ABSTRACT
Electron heating at Earth's quasiperpendicular bow shock has been surmised to be due to the combined effects of a quasistatic electric potential and scattering through wave-particle interaction. Here we report the observation of electron distribution functions indicating a new electron heating process occurring at the leading edge of the shock front. Incident solar wind electrons are accelerated parallel to the magnetic field toward downstream, reaching an electron-ion relative drift speed exceeding the electron thermal speed. The bulk acceleration is associated with an electric field pulse embedded in a whistler-mode wave. The high electron-ion relative drift is relaxed primarily through a nonlinear current-driven instability. The relaxed distributions contain a beam traveling toward the shock as a remnant of the accelerated electrons.

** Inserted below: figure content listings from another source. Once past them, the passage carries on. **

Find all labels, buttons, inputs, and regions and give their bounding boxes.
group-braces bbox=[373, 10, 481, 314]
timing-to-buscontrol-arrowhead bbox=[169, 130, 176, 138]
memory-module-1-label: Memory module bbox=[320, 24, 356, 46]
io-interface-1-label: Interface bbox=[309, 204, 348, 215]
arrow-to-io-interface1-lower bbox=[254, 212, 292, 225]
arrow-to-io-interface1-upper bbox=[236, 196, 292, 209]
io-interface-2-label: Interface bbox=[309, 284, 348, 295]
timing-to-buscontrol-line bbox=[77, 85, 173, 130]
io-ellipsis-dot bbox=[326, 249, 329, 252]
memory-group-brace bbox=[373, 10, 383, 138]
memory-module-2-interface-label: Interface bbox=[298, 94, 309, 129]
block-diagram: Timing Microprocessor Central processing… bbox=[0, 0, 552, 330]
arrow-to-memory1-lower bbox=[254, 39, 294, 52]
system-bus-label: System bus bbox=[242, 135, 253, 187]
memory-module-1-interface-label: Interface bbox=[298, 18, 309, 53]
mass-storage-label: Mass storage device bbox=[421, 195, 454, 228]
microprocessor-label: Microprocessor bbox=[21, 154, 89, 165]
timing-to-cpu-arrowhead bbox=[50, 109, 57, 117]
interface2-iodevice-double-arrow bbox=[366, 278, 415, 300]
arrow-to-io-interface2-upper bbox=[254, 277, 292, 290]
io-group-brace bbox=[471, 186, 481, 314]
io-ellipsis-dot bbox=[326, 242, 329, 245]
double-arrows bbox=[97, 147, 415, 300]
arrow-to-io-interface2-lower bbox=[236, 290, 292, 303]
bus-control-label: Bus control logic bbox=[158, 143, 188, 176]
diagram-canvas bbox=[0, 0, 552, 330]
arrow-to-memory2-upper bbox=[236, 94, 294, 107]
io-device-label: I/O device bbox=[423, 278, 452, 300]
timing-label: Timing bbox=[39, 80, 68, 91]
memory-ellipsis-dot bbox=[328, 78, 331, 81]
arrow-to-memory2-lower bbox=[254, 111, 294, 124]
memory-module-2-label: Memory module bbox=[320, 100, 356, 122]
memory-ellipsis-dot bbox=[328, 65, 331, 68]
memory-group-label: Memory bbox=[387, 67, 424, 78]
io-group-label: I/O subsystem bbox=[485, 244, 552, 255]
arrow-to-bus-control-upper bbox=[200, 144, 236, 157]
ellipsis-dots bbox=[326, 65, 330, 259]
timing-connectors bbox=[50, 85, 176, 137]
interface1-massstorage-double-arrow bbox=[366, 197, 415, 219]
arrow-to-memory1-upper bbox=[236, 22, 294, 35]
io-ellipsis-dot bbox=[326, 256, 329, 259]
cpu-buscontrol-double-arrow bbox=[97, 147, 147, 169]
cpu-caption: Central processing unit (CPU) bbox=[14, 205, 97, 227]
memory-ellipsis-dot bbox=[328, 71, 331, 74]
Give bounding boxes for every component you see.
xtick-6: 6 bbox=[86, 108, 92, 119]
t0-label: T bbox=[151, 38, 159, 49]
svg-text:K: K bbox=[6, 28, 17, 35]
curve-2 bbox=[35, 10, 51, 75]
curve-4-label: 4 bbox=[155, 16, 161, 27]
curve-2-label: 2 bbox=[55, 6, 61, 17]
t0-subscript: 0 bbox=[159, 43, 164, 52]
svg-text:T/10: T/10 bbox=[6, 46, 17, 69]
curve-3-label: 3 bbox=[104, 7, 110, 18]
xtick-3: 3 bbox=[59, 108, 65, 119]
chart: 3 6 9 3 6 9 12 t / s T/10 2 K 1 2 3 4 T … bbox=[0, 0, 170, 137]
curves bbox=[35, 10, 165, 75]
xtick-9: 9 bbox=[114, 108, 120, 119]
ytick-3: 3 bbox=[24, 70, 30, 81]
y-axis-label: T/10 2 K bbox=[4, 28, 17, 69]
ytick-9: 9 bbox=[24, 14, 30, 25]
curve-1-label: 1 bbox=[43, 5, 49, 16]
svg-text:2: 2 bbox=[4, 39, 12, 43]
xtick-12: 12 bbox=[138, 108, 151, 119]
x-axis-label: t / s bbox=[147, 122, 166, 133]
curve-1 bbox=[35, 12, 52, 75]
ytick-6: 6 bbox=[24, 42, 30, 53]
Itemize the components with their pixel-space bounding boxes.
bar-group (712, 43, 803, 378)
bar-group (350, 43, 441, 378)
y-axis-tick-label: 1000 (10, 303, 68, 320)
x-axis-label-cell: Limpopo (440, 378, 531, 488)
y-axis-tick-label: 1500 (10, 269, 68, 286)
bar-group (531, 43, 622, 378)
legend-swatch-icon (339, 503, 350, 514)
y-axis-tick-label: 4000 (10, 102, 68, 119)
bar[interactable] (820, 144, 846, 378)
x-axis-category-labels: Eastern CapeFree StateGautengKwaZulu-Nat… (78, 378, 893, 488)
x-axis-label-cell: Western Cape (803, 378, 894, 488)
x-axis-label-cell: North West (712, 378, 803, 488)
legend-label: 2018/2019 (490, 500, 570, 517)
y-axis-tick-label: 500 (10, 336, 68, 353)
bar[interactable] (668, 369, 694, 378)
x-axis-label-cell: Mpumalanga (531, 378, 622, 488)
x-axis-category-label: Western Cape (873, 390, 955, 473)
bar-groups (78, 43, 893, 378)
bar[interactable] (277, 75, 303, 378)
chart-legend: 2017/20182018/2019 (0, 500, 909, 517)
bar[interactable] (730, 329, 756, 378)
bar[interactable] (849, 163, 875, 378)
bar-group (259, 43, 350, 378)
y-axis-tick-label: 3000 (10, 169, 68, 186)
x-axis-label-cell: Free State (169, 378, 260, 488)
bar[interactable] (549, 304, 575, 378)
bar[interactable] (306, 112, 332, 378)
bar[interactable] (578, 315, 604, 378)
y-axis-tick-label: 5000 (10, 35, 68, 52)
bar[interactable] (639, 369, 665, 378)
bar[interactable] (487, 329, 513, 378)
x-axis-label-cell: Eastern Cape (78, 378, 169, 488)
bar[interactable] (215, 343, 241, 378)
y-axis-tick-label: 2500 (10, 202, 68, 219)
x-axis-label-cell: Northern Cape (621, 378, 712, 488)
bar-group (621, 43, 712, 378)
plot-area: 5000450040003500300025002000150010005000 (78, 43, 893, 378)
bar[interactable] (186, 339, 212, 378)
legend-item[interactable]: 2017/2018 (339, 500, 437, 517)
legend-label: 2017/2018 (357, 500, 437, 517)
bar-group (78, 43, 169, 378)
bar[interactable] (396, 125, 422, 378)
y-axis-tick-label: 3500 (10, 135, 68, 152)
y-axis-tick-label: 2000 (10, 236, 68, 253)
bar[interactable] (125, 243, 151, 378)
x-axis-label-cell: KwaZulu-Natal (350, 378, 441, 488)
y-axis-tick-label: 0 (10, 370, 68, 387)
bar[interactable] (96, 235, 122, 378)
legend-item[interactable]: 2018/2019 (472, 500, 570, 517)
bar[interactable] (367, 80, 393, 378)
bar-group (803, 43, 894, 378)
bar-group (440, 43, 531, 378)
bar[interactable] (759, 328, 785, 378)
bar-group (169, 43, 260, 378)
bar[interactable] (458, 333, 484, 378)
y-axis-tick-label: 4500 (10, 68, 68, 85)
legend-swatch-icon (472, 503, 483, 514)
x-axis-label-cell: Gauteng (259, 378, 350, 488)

Similar distribution functions prevail throughout the shock transition layer, suggesting that the observed acceleration and thermalization is essential to the cross-shock electron heating.
ABSTRACT
A kinetic description of Alfvén-cyclotron magnetic fluctuations for anisotropic electron-proton quasistable plasmas is studied. An analytical treatment, based on the fluctuation-dissipation theorem, consistently shows that spontaneous fluctuations in plasmas with stable distributions significantly contribute to the observed magnetic fluctuations in the solar wind, as seen, for example, in [S. D. Bale et al., Phys. Rev. Lett. 103, 211101 (2009)], even far below from the instability thresholds. Furthermore, these results, which do not require any adjustable parameters or wave excitations, are consistent with the results provided by hybrid simulations. It is expected that this analysis contributes to our understanding of the nature of magnetic fluctuations in the solar wind.